Return of the Bad Boy (Second Chance #4)

Return of the Bad Boy (Second Chance #4)

Jessica Lemmon




To my amazing readers. Thank you for loving this series.

This one is for you. ?





Acknowledgments




Special thanks to the usual suspects: God for your abundant love and blessings; John Lemmon, the recipient of the Husband of the Year Award seventeen years and running; my agent and friend Nicole Resciniti; editor Lauren Plude for finishing this leg of the journey with me; and new editor Michele Bidelspach for adopting me. Everyone at Forever working behind the scenes to help this book come together, including the cover model who loaned his perfect features to Asher Knight.

Mountains of thanks to beta readers Lauren Layne, Shannon Richard, and Erin Nicholas—your input is always welcome. And to the readers who have accompanied me on this journey—thank you for sticking with me and for your letters and heartfelt messages. You are the reason I write! A few of you helped name Asher way back when, so thank you for that as well.

Lastly, thank you, Sam Hunt. You don’t know me, but your music fueled this book. I can’t read it without hearing your album Montevallo on loop in the back of my mind.





Prologue





Last December

Pate Mansion

Will you just— Gloria, dammit,” Asher Knight, visiting rock god, client, and consistent pain in her ass, called from behind her. “Stop running!”

Gloria Shields had picked up speed on her way out of the ballroom of Pate Mansion. In tall heels and her strapless purple gown, she guessed she looked pretty good doing it. But she wasn’t trying to catch the eye of the man following her; she wanted to get as far away from him as possible.

“Sarge!”

Dammit. A charity toy drive wasn’t the time or the place for this conversation, but here they were.

“There.
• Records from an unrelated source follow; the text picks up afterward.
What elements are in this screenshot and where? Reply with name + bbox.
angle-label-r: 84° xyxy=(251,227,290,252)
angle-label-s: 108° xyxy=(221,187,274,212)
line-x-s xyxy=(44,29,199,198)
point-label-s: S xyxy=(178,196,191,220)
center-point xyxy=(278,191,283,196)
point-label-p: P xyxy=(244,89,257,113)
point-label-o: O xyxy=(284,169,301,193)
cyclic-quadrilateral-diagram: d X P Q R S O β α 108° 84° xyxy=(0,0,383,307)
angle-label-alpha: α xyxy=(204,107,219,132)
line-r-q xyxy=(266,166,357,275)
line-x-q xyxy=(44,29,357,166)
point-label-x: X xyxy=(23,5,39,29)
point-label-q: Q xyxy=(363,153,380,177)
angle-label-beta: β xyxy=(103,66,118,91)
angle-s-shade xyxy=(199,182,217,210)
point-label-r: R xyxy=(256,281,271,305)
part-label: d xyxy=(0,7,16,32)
I’m stopped!” She spun, arms out and eyebrows aloft.

Asher, mouth agape like he was about to say something else, seemed to think better of it. But even as he shut his mouth, he moved toward her instead of away. Closer, closer. Until he had her back flat against the wall. She pressed her hands to the patterned wallpaper, wishing this were one of those mansions with a trick door she could disappear through.

No such luck.

Soft music trickled out of the ballroom as the doors swung open. Connor and Faith strolled out—Faith dressed in an amazing fuchsia gown and Connor dapper in his tux. Faith spared them a quick glance.

“We have company,” Gloria mumbled, feeling her face redden as she looked away from her friends.

“I don’t care.” Asher shrugged.

She believed him. He cared about little.

Connor and Faith didn’t stop to chat, instead continuing to the great room, where they disappeared.

“If I swore on a stack of Bibles, you still wouldn’t believe me, would you?” Asher growled, continuing the argument that started at the bar moments ago. Gloria lifted her chin, displeased at how even his snarling lip was attractive.

She really hated that about him. Or wished she could anyway.

Her eyes grazed his all-black outfit, darted down to the cowboy boots, and snapped up to the dark, styled hair and eyes so deep brown she could get lost in them like an enchanted wood. They’d started out civilly tonight, but quickly deteriorated as their potent mix of oil and water—or, well, more like kerosene and a lit match—devolved into this discussion yet again. And, yet again, Gloria stuck to her proverbial guns.

“You don’t need to swear anything,” she said. “It wouldn’t matter anyway.”

He licked his lips, looking guilty about something. Probably fucking that brunette years ago. The skinny, groupie bi—

“Sarge, I don’t want to fight with you about Jordan.”

Jordan. Hearing her name sent jealousy paired with regret surging through her. The emotion was so palpable, Gloria could photograph it and sell it on eBay. She wished she could forget the other woman’s name, or the fact that she’d found her outside of Asher’s rental cabin in naught but a nightie. But, no, Gloria’s mind was a steel trap that held on to every minute detail, especially things she preferred to forget. Every second of what happened—both good and bad—was tattooed onto her frontal lobe.

“There is nothing to fight about!” she hissed, trying to keep her voice low while being supremely pissed. “We are past tense. We aren’t even a we in any other faction save for work.” Her job was to be his agent and sell the children’s books he penned. That was it. Hell, some days that was too much.

He placed a palm on the wall next to her shoulder, leaning in. Crowding her.

“We are always a we.” She watched his tempting lips form the words, his voice a seductive murmur in the empty hallway. “No matter what.” His fingertips touched her chin and she tried to jerk away. He didn’t let her, grasping her jaw and gently but firmly turning her face to his. “How long are you going to try to resist me?”

Forever was the answer, but every time she saw him, the vow became harder and harder to keep.